Calling all translators! A unique opportunity has come up that book lovers certainly won’t want to miss.

The Douban Read platform, part of one of China’s largest online cultural communities, has teamed up with acclaimed author David Mitchell, the British Council and Nesta to launch an exciting new competition. As of yesterday (August 1st), two of the author’s short stories were live on the platform awaiting translation by any keen volunteers.

Fans can translate extracts of the stories – The Massive Rat and The Gardner – and submit them to the site. The entries will be whittled down to a shortlist of three, and the public will be asked to vote on their favourite. The winner will then have the honour of seeing their translation for sale on the site.

David Mitchell is no stranger to the challenges of translating famous works of fiction – after all, he himself is a translator. Indeed, his latest work, which has made it on to Amazon.com’s Top 10, is not his original idea; rather it is a translation of Japanese author Naoki Higashida’s publication. Mitchell worked alongside his wife, K A Yoshida, to translate it.

The book is called The Reason I Jump and was written by Higashida when he was just 13. It looks at the author’s perspective on his childhood and provides an insight into his autism. This is a subject close to Mitchell’s heart, as the writer’s son is also autistic.

It was arguably Mitchell’s own success as a writer that resulted in the project getting off the ground. His most famous work, Cloud Atlas, was a huge bestseller and was adapted for cinema this year.

According to The Associated Press, Mitchell’s wife had bought the book and interpreted sections she thought were useful, but it wasn’t long before she was interpreting nearly all of it. The couple then decided it would be a good idea to translate it in full so their son’s carers could read it.

However, Mitchell’s publisher Random House was keen to get more of his work out, and that included any translations he produced. The project took longer than it would have for a professional translator working full time as Mitchell was writing his own novel as well at the time, but the book is now on sale in the west.

In addition to translating it, Mitchell has also written an introduction for the book. “The Reason I Jump was a revelatory godsend. Reading it felt as if, for the first time, our own son was talking to us about what was happening inside his head,” he explained.

“The translation did distract me and take hours away from my novel, but in the long run it will pay dividends,” Mitchell claimed. “It stimulates a part of your brain that you don’t normally use.”

The Associated Press points out that having The Reason I Jump translated by an already established author is something of a rarity. In fact, often book translators are not authors at all, but linguists or academics. As author Adam Thirlwell explains to the publication: “A translation is a very difficult object to create. For a novelist to translate someone else’s novel therefore requires a certain selflessness – a sacrifice of your own writing time to someone else.”

Another novelist to have a successful career as a translator is Haruki Murakami. GalleyCat reports that he details exactly what challenges book translators face in a chapter of Esther Allen and Susan Bernofsky’s In Translation: Translators on their Work and What It Means. Perhaps his greatest test was translating The Great Gatsby, which is not only a classic but also his favourite book.

Localisation was a key part of his translation process, as there were some words and phrases in the original that would not make sense to a Japanese reader. Having said that, he also ensured that his translation stayed true to the era in which F Scott Fitzgerald wrote the original. Murakami concluded: “If I have been able to communicate even a portion of those feelings [in the original], and you are able to share my love of Fitzgerald’s novel, then I am happy.”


**Exercise goal**
Wherever a line in the data below holds "each", copy that line.

**Stored data**
◇ ◇ ◇

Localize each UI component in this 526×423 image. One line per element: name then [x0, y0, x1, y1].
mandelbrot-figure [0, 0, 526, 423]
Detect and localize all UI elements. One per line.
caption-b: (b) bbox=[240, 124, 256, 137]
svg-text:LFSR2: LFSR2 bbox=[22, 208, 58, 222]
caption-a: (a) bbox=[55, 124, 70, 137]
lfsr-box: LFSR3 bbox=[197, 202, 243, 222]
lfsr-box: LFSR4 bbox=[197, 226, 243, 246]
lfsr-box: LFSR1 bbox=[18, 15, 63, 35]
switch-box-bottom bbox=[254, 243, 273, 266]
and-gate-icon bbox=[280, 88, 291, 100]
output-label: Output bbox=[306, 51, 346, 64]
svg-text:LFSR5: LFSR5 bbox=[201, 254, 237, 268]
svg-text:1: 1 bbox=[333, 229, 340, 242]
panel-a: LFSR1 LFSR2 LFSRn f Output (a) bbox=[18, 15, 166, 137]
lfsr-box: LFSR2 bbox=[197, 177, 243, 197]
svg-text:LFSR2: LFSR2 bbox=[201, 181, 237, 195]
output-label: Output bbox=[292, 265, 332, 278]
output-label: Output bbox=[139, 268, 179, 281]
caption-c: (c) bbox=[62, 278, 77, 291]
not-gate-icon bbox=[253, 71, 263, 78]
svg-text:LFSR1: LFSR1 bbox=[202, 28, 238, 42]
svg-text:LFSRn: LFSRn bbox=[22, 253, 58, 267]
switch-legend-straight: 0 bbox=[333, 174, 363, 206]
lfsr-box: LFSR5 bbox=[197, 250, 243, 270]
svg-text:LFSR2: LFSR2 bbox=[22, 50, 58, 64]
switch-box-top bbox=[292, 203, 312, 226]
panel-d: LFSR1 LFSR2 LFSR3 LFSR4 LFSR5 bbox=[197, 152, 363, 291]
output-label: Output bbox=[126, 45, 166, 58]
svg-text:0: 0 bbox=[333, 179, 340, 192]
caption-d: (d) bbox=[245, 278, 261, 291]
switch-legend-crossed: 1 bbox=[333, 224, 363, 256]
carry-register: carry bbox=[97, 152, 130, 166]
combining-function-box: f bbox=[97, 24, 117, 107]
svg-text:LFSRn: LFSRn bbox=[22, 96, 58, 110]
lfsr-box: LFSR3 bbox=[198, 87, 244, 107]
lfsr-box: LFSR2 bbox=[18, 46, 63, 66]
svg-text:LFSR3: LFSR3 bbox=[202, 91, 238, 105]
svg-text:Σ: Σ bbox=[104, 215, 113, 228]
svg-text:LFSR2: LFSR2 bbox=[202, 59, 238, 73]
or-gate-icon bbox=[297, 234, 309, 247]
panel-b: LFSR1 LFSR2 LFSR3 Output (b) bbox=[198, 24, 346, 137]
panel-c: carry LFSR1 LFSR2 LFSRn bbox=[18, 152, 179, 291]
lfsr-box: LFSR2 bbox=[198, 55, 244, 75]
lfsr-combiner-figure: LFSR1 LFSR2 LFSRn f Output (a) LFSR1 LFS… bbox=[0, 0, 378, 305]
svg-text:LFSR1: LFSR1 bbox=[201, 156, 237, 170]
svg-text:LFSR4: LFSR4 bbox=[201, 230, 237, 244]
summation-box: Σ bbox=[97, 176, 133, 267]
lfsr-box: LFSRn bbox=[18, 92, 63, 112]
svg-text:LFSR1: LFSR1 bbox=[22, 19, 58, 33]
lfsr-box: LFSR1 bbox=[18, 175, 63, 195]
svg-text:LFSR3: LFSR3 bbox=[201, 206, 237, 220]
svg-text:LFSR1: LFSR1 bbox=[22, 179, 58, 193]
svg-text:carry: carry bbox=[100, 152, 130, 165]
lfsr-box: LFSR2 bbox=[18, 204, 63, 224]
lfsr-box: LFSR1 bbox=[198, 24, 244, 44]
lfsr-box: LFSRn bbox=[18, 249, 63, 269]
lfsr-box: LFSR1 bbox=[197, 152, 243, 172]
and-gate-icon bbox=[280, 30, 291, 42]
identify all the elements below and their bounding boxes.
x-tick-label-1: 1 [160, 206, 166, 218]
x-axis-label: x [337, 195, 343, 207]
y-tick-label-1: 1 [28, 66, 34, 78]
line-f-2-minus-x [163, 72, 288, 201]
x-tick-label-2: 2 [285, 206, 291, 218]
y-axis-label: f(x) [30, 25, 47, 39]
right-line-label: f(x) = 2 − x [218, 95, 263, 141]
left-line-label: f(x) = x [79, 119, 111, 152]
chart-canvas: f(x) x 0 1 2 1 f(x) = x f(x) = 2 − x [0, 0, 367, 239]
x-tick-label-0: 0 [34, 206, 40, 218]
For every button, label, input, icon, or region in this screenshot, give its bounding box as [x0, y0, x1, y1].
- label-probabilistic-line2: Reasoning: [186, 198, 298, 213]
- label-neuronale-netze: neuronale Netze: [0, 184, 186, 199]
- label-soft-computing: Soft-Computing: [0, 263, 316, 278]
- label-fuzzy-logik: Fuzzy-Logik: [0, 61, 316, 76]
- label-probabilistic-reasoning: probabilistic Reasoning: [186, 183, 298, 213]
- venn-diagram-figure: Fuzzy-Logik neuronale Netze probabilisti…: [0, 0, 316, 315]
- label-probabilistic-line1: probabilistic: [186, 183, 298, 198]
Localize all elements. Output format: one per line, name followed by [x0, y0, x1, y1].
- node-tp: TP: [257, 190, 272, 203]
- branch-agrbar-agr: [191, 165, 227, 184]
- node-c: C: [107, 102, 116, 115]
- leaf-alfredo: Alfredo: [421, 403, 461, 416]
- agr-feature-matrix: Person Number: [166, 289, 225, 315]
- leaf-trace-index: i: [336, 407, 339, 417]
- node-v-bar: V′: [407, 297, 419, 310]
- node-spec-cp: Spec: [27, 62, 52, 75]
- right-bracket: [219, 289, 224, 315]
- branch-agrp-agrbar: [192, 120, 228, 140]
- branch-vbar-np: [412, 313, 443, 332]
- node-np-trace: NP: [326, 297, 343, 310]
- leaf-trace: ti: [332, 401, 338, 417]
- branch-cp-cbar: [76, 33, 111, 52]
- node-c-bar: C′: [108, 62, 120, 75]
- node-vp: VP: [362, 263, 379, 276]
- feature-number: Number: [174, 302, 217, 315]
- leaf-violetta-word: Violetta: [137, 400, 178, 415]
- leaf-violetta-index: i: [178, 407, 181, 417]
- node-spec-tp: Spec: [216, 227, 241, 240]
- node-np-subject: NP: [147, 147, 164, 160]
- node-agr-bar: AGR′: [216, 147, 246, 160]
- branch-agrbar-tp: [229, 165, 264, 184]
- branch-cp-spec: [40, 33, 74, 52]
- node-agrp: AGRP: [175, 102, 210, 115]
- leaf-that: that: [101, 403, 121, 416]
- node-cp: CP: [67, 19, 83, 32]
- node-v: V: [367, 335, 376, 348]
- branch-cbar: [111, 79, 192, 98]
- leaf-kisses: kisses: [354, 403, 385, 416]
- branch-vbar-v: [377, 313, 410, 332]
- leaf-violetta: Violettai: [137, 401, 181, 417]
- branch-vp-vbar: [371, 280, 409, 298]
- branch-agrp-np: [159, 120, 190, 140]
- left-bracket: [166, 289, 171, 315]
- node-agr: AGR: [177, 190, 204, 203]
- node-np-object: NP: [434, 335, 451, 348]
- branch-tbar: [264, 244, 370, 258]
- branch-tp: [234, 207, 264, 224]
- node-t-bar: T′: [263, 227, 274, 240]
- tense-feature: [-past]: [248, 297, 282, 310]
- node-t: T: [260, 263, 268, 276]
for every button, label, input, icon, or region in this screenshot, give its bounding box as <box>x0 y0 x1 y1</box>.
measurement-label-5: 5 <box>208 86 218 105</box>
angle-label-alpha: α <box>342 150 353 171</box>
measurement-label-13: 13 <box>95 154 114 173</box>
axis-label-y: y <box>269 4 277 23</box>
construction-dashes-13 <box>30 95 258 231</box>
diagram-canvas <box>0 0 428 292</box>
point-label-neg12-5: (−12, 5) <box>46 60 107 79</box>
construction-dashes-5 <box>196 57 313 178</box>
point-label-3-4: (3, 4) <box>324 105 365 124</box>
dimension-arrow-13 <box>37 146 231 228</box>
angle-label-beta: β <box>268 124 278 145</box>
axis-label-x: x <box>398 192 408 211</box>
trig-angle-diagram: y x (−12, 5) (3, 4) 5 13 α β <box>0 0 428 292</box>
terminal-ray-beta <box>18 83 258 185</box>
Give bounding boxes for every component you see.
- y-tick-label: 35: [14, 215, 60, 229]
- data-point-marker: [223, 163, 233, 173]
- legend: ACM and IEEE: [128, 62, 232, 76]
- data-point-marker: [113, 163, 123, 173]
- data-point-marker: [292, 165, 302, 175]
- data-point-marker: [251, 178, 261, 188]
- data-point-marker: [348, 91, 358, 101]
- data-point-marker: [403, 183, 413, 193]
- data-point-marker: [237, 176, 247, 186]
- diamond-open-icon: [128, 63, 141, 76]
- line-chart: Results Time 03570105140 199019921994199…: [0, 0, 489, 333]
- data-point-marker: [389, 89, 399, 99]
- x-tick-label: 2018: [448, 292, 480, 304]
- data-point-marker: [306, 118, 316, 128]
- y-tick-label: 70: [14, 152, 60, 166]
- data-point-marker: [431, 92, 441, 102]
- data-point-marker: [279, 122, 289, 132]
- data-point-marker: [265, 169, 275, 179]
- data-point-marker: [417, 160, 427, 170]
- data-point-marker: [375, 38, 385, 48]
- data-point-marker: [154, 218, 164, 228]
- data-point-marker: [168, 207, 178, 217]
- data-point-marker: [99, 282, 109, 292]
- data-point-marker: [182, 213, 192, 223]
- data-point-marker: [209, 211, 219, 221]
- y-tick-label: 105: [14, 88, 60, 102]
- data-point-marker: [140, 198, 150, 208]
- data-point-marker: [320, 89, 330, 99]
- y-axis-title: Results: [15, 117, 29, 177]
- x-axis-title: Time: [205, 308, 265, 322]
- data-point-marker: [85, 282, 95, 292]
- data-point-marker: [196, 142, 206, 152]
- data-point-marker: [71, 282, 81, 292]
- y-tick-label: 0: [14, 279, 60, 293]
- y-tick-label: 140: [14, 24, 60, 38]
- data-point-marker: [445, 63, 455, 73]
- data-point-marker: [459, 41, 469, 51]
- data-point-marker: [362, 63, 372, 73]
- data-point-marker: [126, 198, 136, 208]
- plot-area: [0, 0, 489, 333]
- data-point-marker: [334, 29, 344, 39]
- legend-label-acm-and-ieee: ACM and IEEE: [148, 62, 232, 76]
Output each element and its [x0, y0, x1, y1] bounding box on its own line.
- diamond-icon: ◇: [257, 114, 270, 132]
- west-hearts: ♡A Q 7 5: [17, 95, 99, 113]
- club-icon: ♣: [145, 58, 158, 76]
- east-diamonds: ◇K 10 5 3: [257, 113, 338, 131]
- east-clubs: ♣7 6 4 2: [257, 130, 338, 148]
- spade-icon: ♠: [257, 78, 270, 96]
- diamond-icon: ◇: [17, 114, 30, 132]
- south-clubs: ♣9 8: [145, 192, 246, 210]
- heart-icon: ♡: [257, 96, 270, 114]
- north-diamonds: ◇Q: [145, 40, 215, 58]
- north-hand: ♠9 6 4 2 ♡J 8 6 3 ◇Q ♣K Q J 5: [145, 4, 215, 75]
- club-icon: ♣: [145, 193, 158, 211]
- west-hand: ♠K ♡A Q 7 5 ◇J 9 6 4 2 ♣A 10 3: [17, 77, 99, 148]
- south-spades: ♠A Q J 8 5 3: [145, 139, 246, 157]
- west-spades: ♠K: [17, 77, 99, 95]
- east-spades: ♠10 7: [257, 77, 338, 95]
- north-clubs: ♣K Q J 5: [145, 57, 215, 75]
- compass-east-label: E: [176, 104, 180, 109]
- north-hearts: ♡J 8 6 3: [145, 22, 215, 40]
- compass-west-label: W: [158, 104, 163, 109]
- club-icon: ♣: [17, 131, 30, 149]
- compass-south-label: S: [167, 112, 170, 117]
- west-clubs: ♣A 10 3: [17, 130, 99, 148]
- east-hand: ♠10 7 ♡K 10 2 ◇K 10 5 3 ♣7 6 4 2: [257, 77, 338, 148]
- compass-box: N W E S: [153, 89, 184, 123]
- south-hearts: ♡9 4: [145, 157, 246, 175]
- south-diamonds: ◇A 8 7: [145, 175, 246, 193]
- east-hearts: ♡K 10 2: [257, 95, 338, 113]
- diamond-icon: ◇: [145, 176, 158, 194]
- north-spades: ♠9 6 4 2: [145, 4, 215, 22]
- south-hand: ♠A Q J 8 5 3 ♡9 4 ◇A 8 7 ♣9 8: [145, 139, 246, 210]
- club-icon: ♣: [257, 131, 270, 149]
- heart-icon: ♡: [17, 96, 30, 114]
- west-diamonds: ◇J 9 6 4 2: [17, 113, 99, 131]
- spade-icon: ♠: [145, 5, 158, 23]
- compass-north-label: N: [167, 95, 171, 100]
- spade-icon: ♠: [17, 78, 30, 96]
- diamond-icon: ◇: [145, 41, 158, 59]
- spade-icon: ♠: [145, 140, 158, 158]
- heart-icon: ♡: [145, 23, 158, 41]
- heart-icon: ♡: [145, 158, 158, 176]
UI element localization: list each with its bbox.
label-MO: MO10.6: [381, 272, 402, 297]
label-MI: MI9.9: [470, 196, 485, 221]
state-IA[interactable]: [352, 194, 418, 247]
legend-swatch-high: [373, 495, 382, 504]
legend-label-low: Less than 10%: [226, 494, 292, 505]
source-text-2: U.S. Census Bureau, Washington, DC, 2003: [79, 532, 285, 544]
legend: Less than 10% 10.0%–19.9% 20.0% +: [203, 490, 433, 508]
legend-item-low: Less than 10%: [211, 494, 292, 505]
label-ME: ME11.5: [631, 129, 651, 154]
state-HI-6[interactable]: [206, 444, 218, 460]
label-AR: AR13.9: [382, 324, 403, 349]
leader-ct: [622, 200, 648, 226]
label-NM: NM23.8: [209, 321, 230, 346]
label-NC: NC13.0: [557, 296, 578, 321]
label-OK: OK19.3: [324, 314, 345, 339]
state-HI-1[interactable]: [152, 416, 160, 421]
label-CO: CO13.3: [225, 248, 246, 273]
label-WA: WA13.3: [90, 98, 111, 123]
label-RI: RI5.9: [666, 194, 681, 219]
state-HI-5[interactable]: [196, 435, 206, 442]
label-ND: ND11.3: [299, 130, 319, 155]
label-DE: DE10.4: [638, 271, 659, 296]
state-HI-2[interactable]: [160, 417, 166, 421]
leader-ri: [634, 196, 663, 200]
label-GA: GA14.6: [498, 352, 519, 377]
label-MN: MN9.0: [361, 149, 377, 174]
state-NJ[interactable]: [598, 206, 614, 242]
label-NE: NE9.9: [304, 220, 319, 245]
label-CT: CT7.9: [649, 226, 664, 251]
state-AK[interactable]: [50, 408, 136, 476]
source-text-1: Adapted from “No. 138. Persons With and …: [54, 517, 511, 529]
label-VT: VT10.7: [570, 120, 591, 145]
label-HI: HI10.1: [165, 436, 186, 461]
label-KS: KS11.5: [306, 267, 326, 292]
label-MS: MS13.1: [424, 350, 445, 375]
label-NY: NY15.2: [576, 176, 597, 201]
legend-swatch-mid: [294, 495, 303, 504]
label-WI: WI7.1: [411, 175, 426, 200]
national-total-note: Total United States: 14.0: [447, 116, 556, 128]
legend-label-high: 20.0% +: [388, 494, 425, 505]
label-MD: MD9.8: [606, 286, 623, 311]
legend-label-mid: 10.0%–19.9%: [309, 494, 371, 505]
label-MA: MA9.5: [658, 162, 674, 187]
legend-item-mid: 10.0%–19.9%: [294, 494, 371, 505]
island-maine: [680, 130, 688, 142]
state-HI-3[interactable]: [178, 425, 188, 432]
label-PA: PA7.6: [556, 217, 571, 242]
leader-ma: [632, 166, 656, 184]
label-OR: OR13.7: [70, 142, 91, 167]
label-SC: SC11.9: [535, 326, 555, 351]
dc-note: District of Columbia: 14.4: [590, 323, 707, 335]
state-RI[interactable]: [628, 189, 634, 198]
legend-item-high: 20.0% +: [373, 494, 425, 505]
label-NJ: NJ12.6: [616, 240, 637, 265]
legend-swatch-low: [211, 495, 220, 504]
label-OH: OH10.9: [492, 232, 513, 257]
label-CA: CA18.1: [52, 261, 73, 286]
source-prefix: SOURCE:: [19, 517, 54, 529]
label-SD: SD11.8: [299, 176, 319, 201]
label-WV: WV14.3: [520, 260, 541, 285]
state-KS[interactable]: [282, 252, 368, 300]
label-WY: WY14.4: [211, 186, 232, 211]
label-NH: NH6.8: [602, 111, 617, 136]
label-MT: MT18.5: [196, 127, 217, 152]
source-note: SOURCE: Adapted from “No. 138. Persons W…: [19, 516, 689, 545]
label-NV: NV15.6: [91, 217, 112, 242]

◇ ◇ ◇

**Written solution**
Localize each UI component in this 526×423 image. One line per element: name then [x0, y0, x1, y1].
Output each element and its [x0, y0, x1, y1] bounding box on its own line.
UI element localization: list each with its bbox.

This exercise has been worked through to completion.